Chrome timeline - how can I determine the cause of

2019-04-03 12:03发布

问题:

Profiling a page with the built-in timeline recorder in Chrome, I see repeated "Recalculate Style" entries. They have no obvious information to link them to DOM element or event.

How can I best determine the cause of these entries?

回答1:

My advice to you would be to use the Chrome Canary build of Chrome. Paul Irish has a good demo of using the Timeline in Chrome Dev Tools here

You can simply click on the event, for instance 'Recalculate Style', and you should get a miniature stack trace pointing to where the event occurred in your code.



回答2:

An alternative to the posted jQuery version for investigation is a simple one-liner in the console:

window.onanimationiteration = console.log;

This will print a line every time some animation runs, including the name of the animation and the element where the animation is applied to.



回答3:

I was able to test if CSS transitions or animations were triggering recalculations on my page.

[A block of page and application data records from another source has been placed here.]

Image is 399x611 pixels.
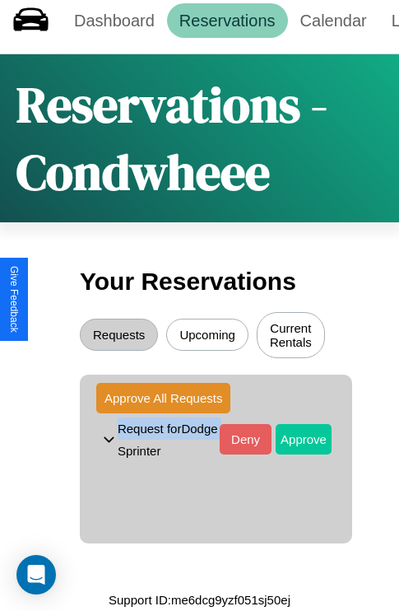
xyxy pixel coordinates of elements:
[80,319,158,351] button: Requests
[80,259,319,304] h3: Your Reservations
[276,424,332,455] button: Approve
[96,383,231,413] button: Approve All Requests
[118,417,220,462] p: Request for Dodge Sprinter
[16,555,56,594] div: Open Intercom Messenger
[8,266,20,333] div: Give Feedback
[166,319,249,351] button: Upcoming
[257,312,325,358] button: Current Rentals
[16,71,383,206] h1: Reservations - Condwheee
[220,424,272,455] button: Deny
[167,3,288,38] a: Reservations
[288,3,380,38] a: Calendar
[62,3,167,38] a: Dashboard
[109,589,291,611] p: Support ID: me6dcg9yzf051sj50ej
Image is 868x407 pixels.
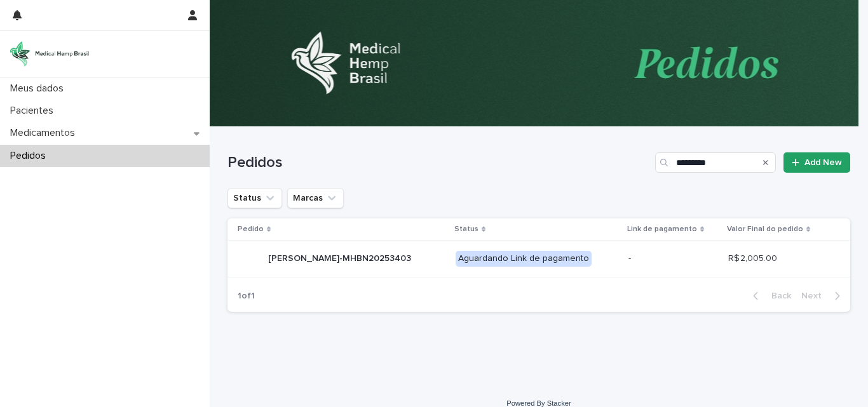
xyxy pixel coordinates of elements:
[629,251,633,265] p: -
[804,158,842,167] span: Add New
[506,399,570,407] a: Powered By Stacker
[627,222,697,236] p: Link de pagamento
[268,251,414,265] p: [PERSON_NAME]-MHBN20253403
[5,83,74,94] p: Meus dados
[228,154,650,172] h1: Pedidos
[729,251,780,265] p: R$ 2,005.00
[5,105,64,117] p: Pacientes
[764,291,791,301] span: Back
[727,222,803,236] p: Valor Final do pedido
[10,41,89,67] img: 4UqDjhnrSSm1yqNhTQ7x
[228,188,282,209] button: Status
[796,290,850,302] button: Next
[801,291,829,301] span: Next
[5,150,56,162] p: Pedidos
[228,281,265,312] p: 1 of 1
[228,241,850,278] tr: [PERSON_NAME]-MHBN20253403[PERSON_NAME]-MHBN20253403 Aguardando Link de pagamento-- R$ 2,005.00R$...
[455,251,592,267] div: Aguardando Link de pagamento
[454,222,478,236] p: Status
[743,290,796,302] button: Back
[5,127,85,139] p: Medicamentos
[784,153,850,172] a: Add New
[238,222,264,236] p: Pedido
[287,188,343,209] button: Marcas
[655,153,776,172] input: Search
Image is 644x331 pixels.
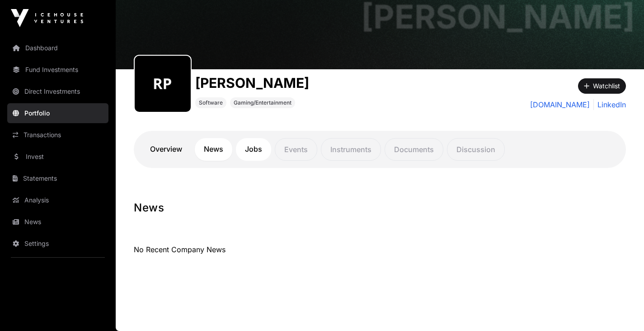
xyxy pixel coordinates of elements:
a: [DOMAIN_NAME] [530,99,590,110]
a: News [195,138,232,161]
h1: [PERSON_NAME] [195,75,309,91]
a: Settings [7,234,108,254]
button: Watchlist [578,78,626,94]
a: LinkedIn [594,99,626,110]
a: Statements [7,168,108,188]
p: Discussion [447,138,505,161]
p: Documents [385,138,443,161]
h3: No Recent Company News [134,233,626,255]
span: Software [199,99,223,106]
p: Instruments [321,138,381,161]
h1: News [134,200,626,215]
a: Jobs [236,138,271,161]
span: Gaming/Entertainment [234,99,291,106]
a: Analysis [7,190,108,210]
a: Dashboard [7,38,108,58]
a: News [7,212,108,232]
img: rebecca-page174.png [138,59,187,108]
a: Direct Investments [7,82,108,101]
a: Invest [7,147,108,166]
a: Fund Investments [7,60,108,80]
p: Events [275,138,318,161]
nav: Tabs [141,138,619,161]
a: Overview [141,138,191,161]
a: Transactions [7,125,108,145]
a: Portfolio [7,103,108,123]
iframe: Chat Widget [599,287,644,331]
h1: [PERSON_NAME] [361,0,635,33]
img: Icehouse Ventures Logo [11,9,83,27]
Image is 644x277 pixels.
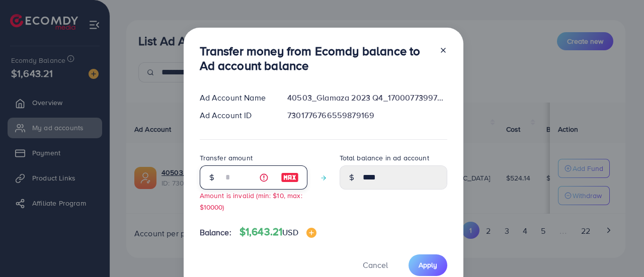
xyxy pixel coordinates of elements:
[192,109,280,121] div: Ad Account ID
[281,171,299,183] img: image
[362,260,388,270] span: Cancel
[601,232,636,269] iframe: Chat
[200,190,302,212] small: Amount is invalid (min: $10, max: $10000)
[307,228,316,238] img: image
[350,254,401,276] button: Cancel
[408,254,448,276] button: Apply
[200,43,431,73] h3: Transfer money from Ecomdy balance to Ad account balance
[200,227,231,238] span: Balance:
[419,260,437,270] span: Apply
[279,92,455,103] div: 40503_Glamaza 2023 Q4_1700077399796
[340,153,429,163] label: Total balance in ad account
[240,226,316,238] h4: $1,643.21
[192,92,280,103] div: Ad Account Name
[200,153,253,163] label: Transfer amount
[282,227,298,238] span: USD
[279,109,455,121] div: 7301776766559879169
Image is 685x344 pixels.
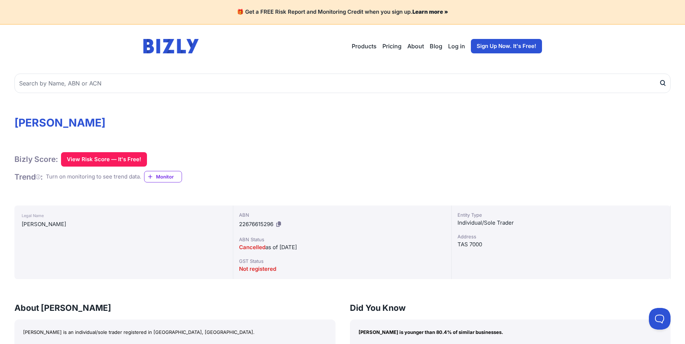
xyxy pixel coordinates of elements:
div: Individual/Sole Trader [458,219,664,227]
div: Address [458,233,664,240]
div: Turn on monitoring to see trend data. [46,173,141,181]
div: as of [DATE] [239,243,446,252]
input: Search by Name, ABN or ACN [14,74,671,93]
button: View Risk Score — It's Free! [61,152,147,167]
span: Cancelled [239,244,265,251]
iframe: Toggle Customer Support [649,308,671,330]
span: 22676615296 [239,221,273,228]
div: ABN [239,212,446,219]
a: Sign Up Now. It's Free! [471,39,542,53]
h3: Did You Know [350,303,671,314]
h1: Trend : [14,172,43,182]
a: Learn more » [412,8,448,15]
div: TAS 7000 [458,240,664,249]
div: [PERSON_NAME] [22,220,226,229]
p: [PERSON_NAME] is younger than 80.4% of similar businesses. [359,329,662,337]
p: [PERSON_NAME] is an individual/sole trader registered in [GEOGRAPHIC_DATA], [GEOGRAPHIC_DATA]. [23,329,327,337]
a: Pricing [382,42,402,51]
h3: About [PERSON_NAME] [14,303,335,314]
button: Products [352,42,377,51]
div: Legal Name [22,212,226,220]
a: About [407,42,424,51]
a: Monitor [144,171,182,183]
a: Blog [430,42,442,51]
h1: [PERSON_NAME] [14,116,671,129]
div: Entity Type [458,212,664,219]
a: Log in [448,42,465,51]
div: GST Status [239,258,446,265]
h4: 🎁 Get a FREE Risk Report and Monitoring Credit when you sign up. [9,9,676,16]
span: Not registered [239,266,276,273]
h1: Bizly Score: [14,155,58,164]
div: ABN Status [239,236,446,243]
span: Monitor [156,173,182,181]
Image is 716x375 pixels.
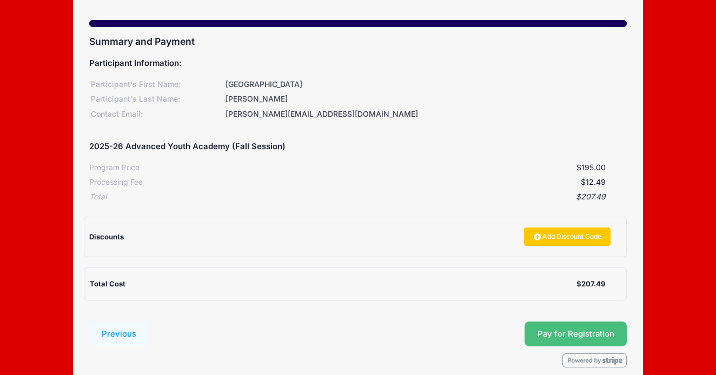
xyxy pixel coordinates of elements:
div: $12.49 [143,177,606,188]
div: Total [89,191,107,203]
span: $195.00 [576,163,606,172]
span: Discounts [89,233,124,241]
h5: 2025-26 Advanced Youth Academy (Fall Session) [89,142,285,152]
div: [PERSON_NAME] [223,94,627,105]
div: $207.49 [576,279,605,290]
button: Pay for Registration [524,322,627,347]
div: Participant's Last Name: [89,94,224,105]
div: $207.49 [107,191,606,203]
div: Participant's First Name: [89,79,224,90]
h5: Participant Information: [89,59,627,69]
a: Add Discount Code [524,228,610,246]
div: [GEOGRAPHIC_DATA] [223,79,627,90]
div: Program Price [89,162,140,174]
div: Processing Fee [89,177,143,188]
h3: Summary and Payment [89,36,627,47]
button: Previous [89,322,150,347]
div: Contact Email: [89,109,224,120]
div: [PERSON_NAME][EMAIL_ADDRESS][DOMAIN_NAME] [223,109,627,120]
div: Total Cost [90,279,577,290]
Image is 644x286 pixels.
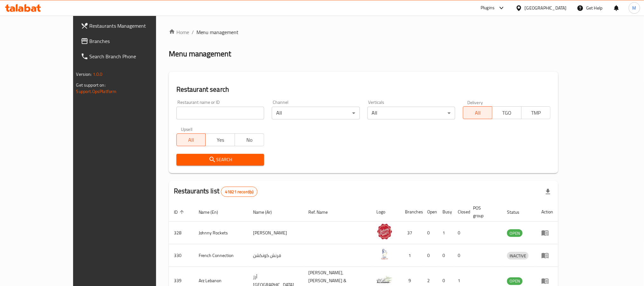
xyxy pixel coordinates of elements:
[248,221,303,244] td: [PERSON_NAME]
[453,244,468,267] td: 0
[541,252,553,259] div: Menu
[205,133,235,146] button: Yes
[525,108,548,118] span: TMP
[438,221,453,244] td: 1
[541,229,553,237] div: Menu
[248,244,303,267] td: فرنش كونكشن
[181,127,193,132] label: Upsell
[453,221,468,244] td: 0
[169,49,232,59] h2: Menu management
[196,28,239,36] span: Menu management
[507,252,529,259] div: INACTIVE
[76,81,106,89] span: Get support on:
[176,154,264,165] button: Search
[466,108,490,118] span: All
[423,202,438,221] th: Open
[438,244,453,267] td: 0
[93,70,103,78] span: 1.0.0
[541,277,553,285] div: Menu
[75,49,181,64] a: Search Branch Phone
[193,221,248,244] td: Johnny Rockets
[481,4,495,12] div: Plugins
[272,107,360,120] div: All
[90,37,175,45] span: Branches
[377,246,393,262] img: French Connection
[367,107,455,120] div: All
[522,106,551,119] button: TMP
[633,4,636,11] span: M
[507,229,523,237] div: OPEN
[90,22,175,30] span: Restaurants Management
[90,53,175,60] span: Search Branch Phone
[540,184,556,199] div: Export file
[400,221,423,244] td: 37
[423,244,438,267] td: 0
[193,244,248,267] td: French Connection
[221,187,258,197] div: Total records count
[507,252,529,259] span: INACTIVE
[192,28,194,36] li: /
[309,208,336,216] span: Ref. Name
[237,135,262,144] span: No
[400,244,423,267] td: 1
[176,85,551,94] h2: Restaurant search
[492,106,522,119] button: TGO
[221,189,257,195] span: 41821 record(s)
[507,277,523,285] span: OPEN
[507,208,528,216] span: Status
[75,18,181,33] a: Restaurants Management
[473,204,495,220] span: POS group
[235,133,264,146] button: No
[372,202,400,221] th: Logo
[507,230,523,237] span: OPEN
[253,208,280,216] span: Name (Ar)
[76,87,117,96] a: Support.OpsPlatform
[179,135,204,144] span: All
[495,108,519,118] span: TGO
[423,221,438,244] td: 0
[174,186,258,197] h2: Restaurants list
[400,202,423,221] th: Branches
[507,277,523,285] div: OPEN
[525,4,567,11] div: [GEOGRAPHIC_DATA]
[208,135,233,144] span: Yes
[176,133,206,146] button: All
[377,223,393,240] img: Johnny Rockets
[174,208,186,216] span: ID
[467,100,483,104] label: Delivery
[176,107,264,120] input: Search for restaurant name or ID..
[169,28,558,36] nav: breadcrumb
[199,208,227,216] span: Name (En)
[169,244,193,267] td: 330
[169,221,193,244] td: 328
[75,33,181,49] a: Branches
[76,70,92,78] span: Version:
[537,202,558,221] th: Action
[463,106,493,119] button: All
[453,202,468,221] th: Closed
[438,202,453,221] th: Busy
[182,155,259,164] span: Search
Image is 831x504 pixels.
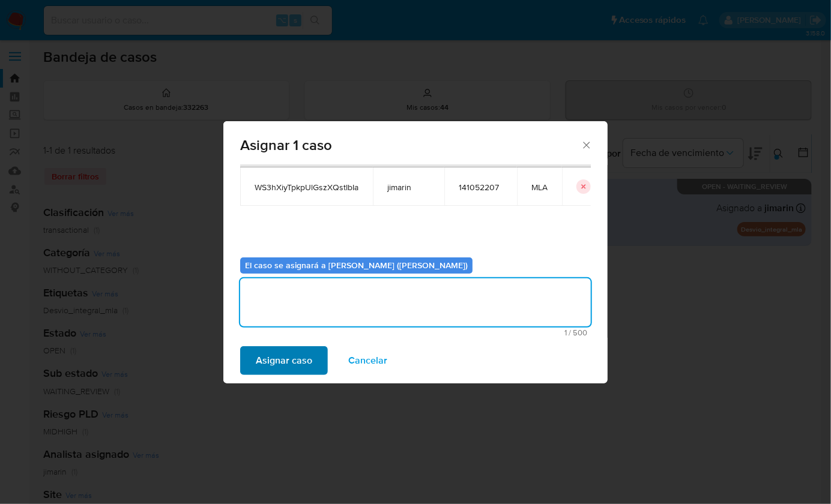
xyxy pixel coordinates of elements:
span: MLA [531,182,548,193]
div: assign-modal [224,121,607,383]
button: Cancelar [333,346,403,375]
span: 141052207 [459,182,503,193]
span: Asignar caso [256,348,312,374]
span: jimarin [387,182,430,193]
span: Cancelar [348,348,387,374]
span: WS3hXiyTpkpUlGszXQstIbIa [254,182,359,193]
button: Asignar caso [240,346,328,375]
span: Asignar 1 caso [240,138,581,152]
button: icon-button [577,180,591,194]
b: El caso se asignará a [PERSON_NAME] ([PERSON_NAME]) [245,259,468,272]
span: Máximo 500 caracteres [243,329,587,337]
button: Cerrar ventana [581,139,591,150]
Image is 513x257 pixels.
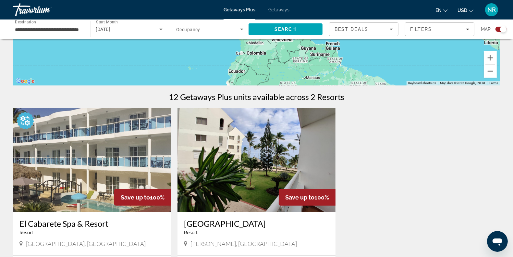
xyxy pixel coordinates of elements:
[269,7,290,12] a: Getaways
[440,81,485,85] span: Map data ©2025 Google, INEGI
[176,27,200,32] span: Occupancy
[184,230,198,235] span: Resort
[184,219,329,228] a: [GEOGRAPHIC_DATA]
[15,26,82,33] input: Select destination
[458,8,468,13] span: USD
[169,92,345,102] h1: 12 Getaways Plus units available across 2 Resorts
[285,194,315,201] span: Save up to
[335,25,393,33] mat-select: Sort by
[121,194,150,201] span: Save up to
[178,108,336,212] img: Albatros Club Resort
[26,240,146,247] span: [GEOGRAPHIC_DATA], [GEOGRAPHIC_DATA]
[191,240,297,247] span: [PERSON_NAME], [GEOGRAPHIC_DATA]
[13,1,78,18] a: Travorium
[96,20,118,25] span: Start Month
[224,7,256,12] a: Getaways Plus
[408,81,436,85] button: Keyboard shortcuts
[114,189,171,206] div: 100%
[19,230,33,235] span: Resort
[249,23,323,35] button: Search
[15,77,36,85] img: Google
[335,27,369,32] span: Best Deals
[275,27,297,32] span: Search
[436,8,442,13] span: en
[489,81,498,85] a: Terms (opens in new tab)
[405,22,475,36] button: Filters
[481,25,491,34] span: Map
[15,20,36,24] span: Destination
[488,6,496,13] span: NR
[484,65,497,78] button: Zoom out
[410,27,433,32] span: Filters
[96,27,110,32] span: [DATE]
[15,77,36,85] a: Open this area in Google Maps (opens a new window)
[279,189,336,206] div: 100%
[19,219,165,228] a: El Cabarete Spa & Resort
[487,231,508,252] iframe: Button to launch messaging window
[483,3,500,17] button: User Menu
[484,51,497,64] button: Zoom in
[458,6,474,15] button: Change currency
[13,108,171,212] img: El Cabarete Spa & Resort
[436,6,448,15] button: Change language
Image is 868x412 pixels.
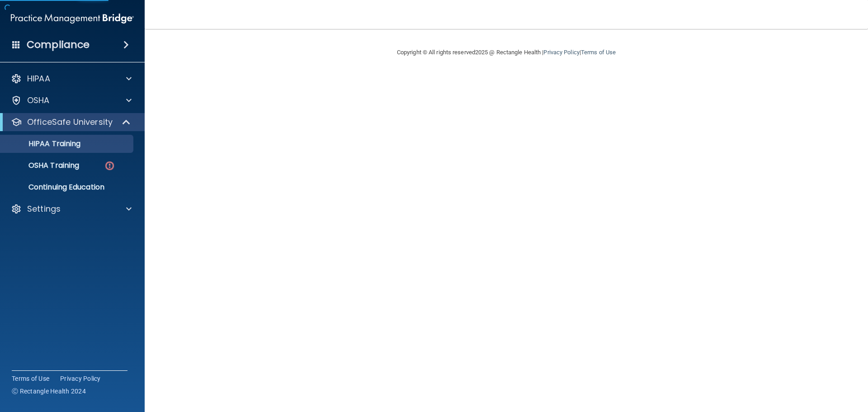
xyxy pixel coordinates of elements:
img: PMB logo [11,9,134,27]
a: Terms of Use [581,49,616,56]
div: Copyright © All rights reserved 2025 @ Rectangle Health | | [341,38,671,67]
a: Privacy Policy [543,49,579,56]
p: HIPAA [27,73,51,84]
img: danger-circle.6113f641.png [104,160,115,172]
a: Settings [11,204,131,215]
p: Continuing Education [6,183,129,192]
span: Ⓒ Rectangle Health 2024 [12,387,86,396]
a: Terms of Use [12,374,49,383]
a: OfficeSafe University [11,117,131,127]
p: OSHA [27,95,50,106]
a: OSHA [11,95,131,106]
p: HIPAA Training [6,139,81,148]
p: OfficeSafe University [27,117,113,127]
p: Settings [27,204,61,215]
h4: Compliance [26,38,89,51]
p: OSHA Training [6,161,79,170]
a: HIPAA [11,73,131,84]
a: Privacy Policy [60,374,101,383]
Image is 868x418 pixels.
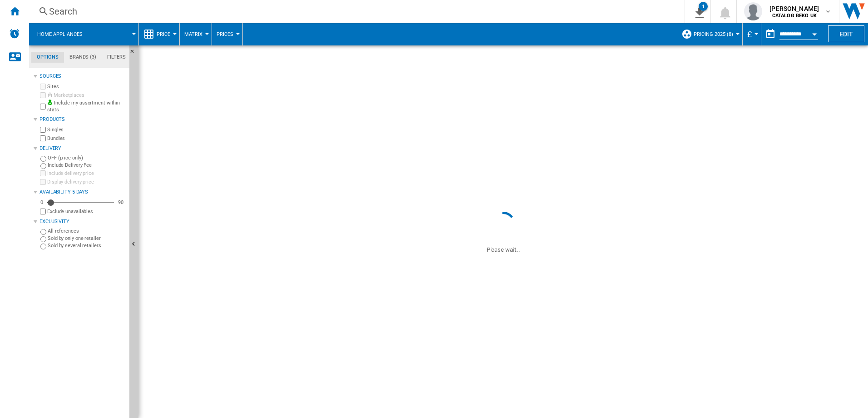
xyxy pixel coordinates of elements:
[769,4,819,13] span: [PERSON_NAME]
[744,2,762,20] img: profile.jpg
[49,5,661,18] div: Search
[772,13,817,19] b: CATALOG BEKO UK
[9,28,20,39] img: alerts-logo.svg
[698,2,707,11] div: 1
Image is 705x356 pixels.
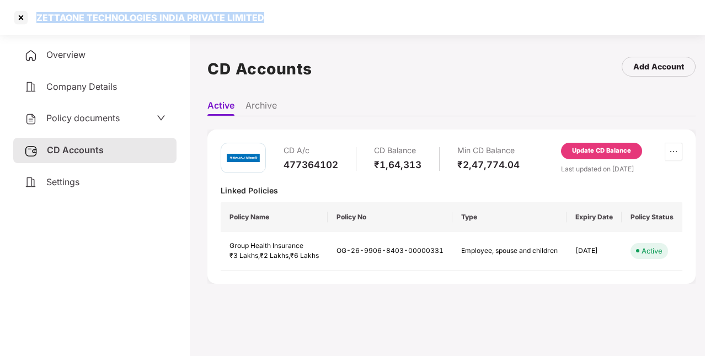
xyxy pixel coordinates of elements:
[633,61,684,73] div: Add Account
[374,159,421,171] div: ₹1,64,313
[290,252,319,260] span: ₹6 Lakhs
[24,113,38,126] img: svg+xml;base64,PHN2ZyB4bWxucz0iaHR0cDovL3d3dy53My5vcmcvMjAwMC9zdmciIHdpZHRoPSIyNCIgaGVpZ2h0PSIyNC...
[665,143,682,161] button: ellipsis
[46,49,86,60] span: Overview
[567,232,622,271] td: [DATE]
[665,147,682,156] span: ellipsis
[46,81,117,92] span: Company Details
[207,57,312,81] h1: CD Accounts
[221,185,682,196] div: Linked Policies
[230,252,260,260] span: ₹3 Lakhs ,
[221,202,328,232] th: Policy Name
[157,114,166,122] span: down
[24,49,38,62] img: svg+xml;base64,PHN2ZyB4bWxucz0iaHR0cDovL3d3dy53My5vcmcvMjAwMC9zdmciIHdpZHRoPSIyNCIgaGVpZ2h0PSIyNC...
[622,202,682,232] th: Policy Status
[457,159,520,171] div: ₹2,47,774.04
[227,148,260,169] img: bajaj.png
[24,176,38,189] img: svg+xml;base64,PHN2ZyB4bWxucz0iaHR0cDovL3d3dy53My5vcmcvMjAwMC9zdmciIHdpZHRoPSIyNCIgaGVpZ2h0PSIyNC...
[284,159,338,171] div: 477364102
[461,246,558,257] div: Employee, spouse and children
[47,145,104,156] span: CD Accounts
[46,113,120,124] span: Policy documents
[328,232,452,271] td: OG-26-9906-8403-00000331
[452,202,567,232] th: Type
[230,241,319,252] div: Group Health Insurance
[246,100,277,116] li: Archive
[328,202,452,232] th: Policy No
[572,146,631,156] div: Update CD Balance
[30,12,264,23] div: ZETTAONE TECHNOLOGIES INDIA PRIVATE LIMITED
[374,143,421,159] div: CD Balance
[24,81,38,94] img: svg+xml;base64,PHN2ZyB4bWxucz0iaHR0cDovL3d3dy53My5vcmcvMjAwMC9zdmciIHdpZHRoPSIyNCIgaGVpZ2h0PSIyNC...
[284,143,338,159] div: CD A/c
[207,100,234,116] li: Active
[24,145,38,158] img: svg+xml;base64,PHN2ZyB3aWR0aD0iMjUiIGhlaWdodD0iMjQiIHZpZXdCb3g9IjAgMCAyNSAyNCIgZmlsbD0ibm9uZSIgeG...
[561,164,682,174] div: Last updated on [DATE]
[457,143,520,159] div: Min CD Balance
[567,202,622,232] th: Expiry Date
[46,177,79,188] span: Settings
[642,246,663,257] div: Active
[260,252,290,260] span: ₹2 Lakhs ,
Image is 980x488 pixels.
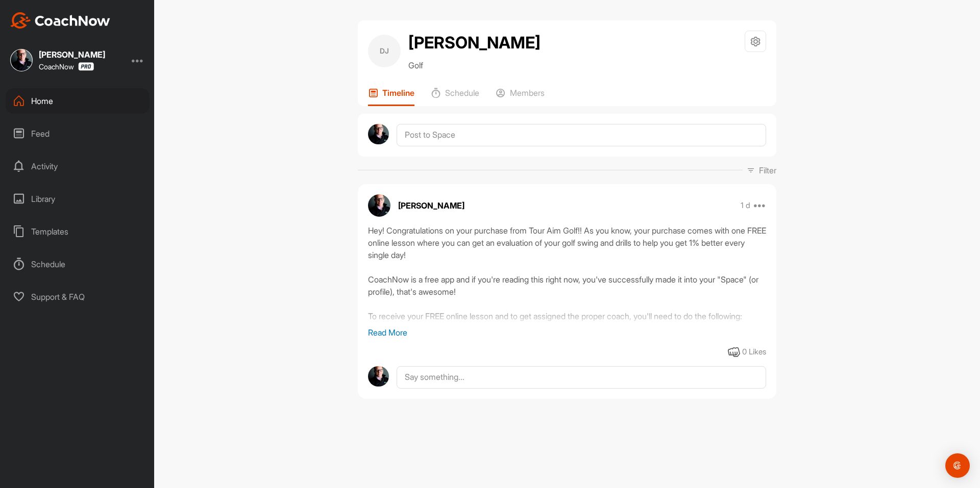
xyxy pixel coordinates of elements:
img: CoachNow Pro [78,62,94,71]
div: [PERSON_NAME] [39,51,105,59]
div: Hey! Congratulations on your purchase from Tour Aim Golf!! As you know, your purchase comes with ... [368,224,766,327]
p: Filter [759,164,776,177]
div: Activity [6,153,149,179]
img: CoachNow [10,12,110,28]
div: Support & FAQ [6,285,149,310]
img: square_d7b6dd5b2d8b6df5777e39d7bdd614c0.jpg [10,49,33,72]
div: Templates [6,219,149,245]
p: [PERSON_NAME] [398,200,464,211]
p: Golf [409,59,540,72]
p: Schedule [445,88,479,98]
p: 1 d [740,201,750,211]
div: Home [6,88,149,114]
img: avatar [368,124,389,145]
p: Members [510,88,545,98]
img: avatar [368,366,389,387]
div: Schedule [6,251,149,277]
div: DJ [368,35,401,67]
div: CoachNow [39,62,94,71]
div: Open Intercom Messenger [945,453,970,478]
div: 0 Likes [742,346,766,358]
p: Timeline [382,88,414,98]
p: Read More [368,327,766,339]
h2: [PERSON_NAME] [409,30,540,55]
img: avatar [368,194,390,216]
div: Feed [6,121,149,146]
div: Library [6,186,149,211]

I used jQuery to do this, but you can use whatever you want:

$('*').css('transition', 'none');
$('*').css('animation', 'none');

This effectively disables transitions and animations on every element of your page. I ran them one at a time, and then reran my profiling. In my case, animations were the culprit.

.css('animation') will return something like

"myCustomAnimation 15s linear 0s infinite normal none running"

or if there is no animation,

"none 0s ease 0s 1 normal none running"

So after refreshing (to reenable the animations), the following snippet logs every element that has an animation defined:

$('*').each(function(){
  if($(this).css('animation').split(' ')[0] != 'none'){ //you could also check for infinite here if you want
    console.log(this);
  }
});

By disabling animations on each of those individually, I was able to determine which one was causing my issues.



回答4:

I'm almost sure you have some infinite repeating animation on your page. That's what caused Recalculate Style without saying what caused it.



回答5:

I just had the same problem (that's why I found your question).

My problem was cause by a CSS3 transition all property. I had been lazy, when all I needed was transition padding.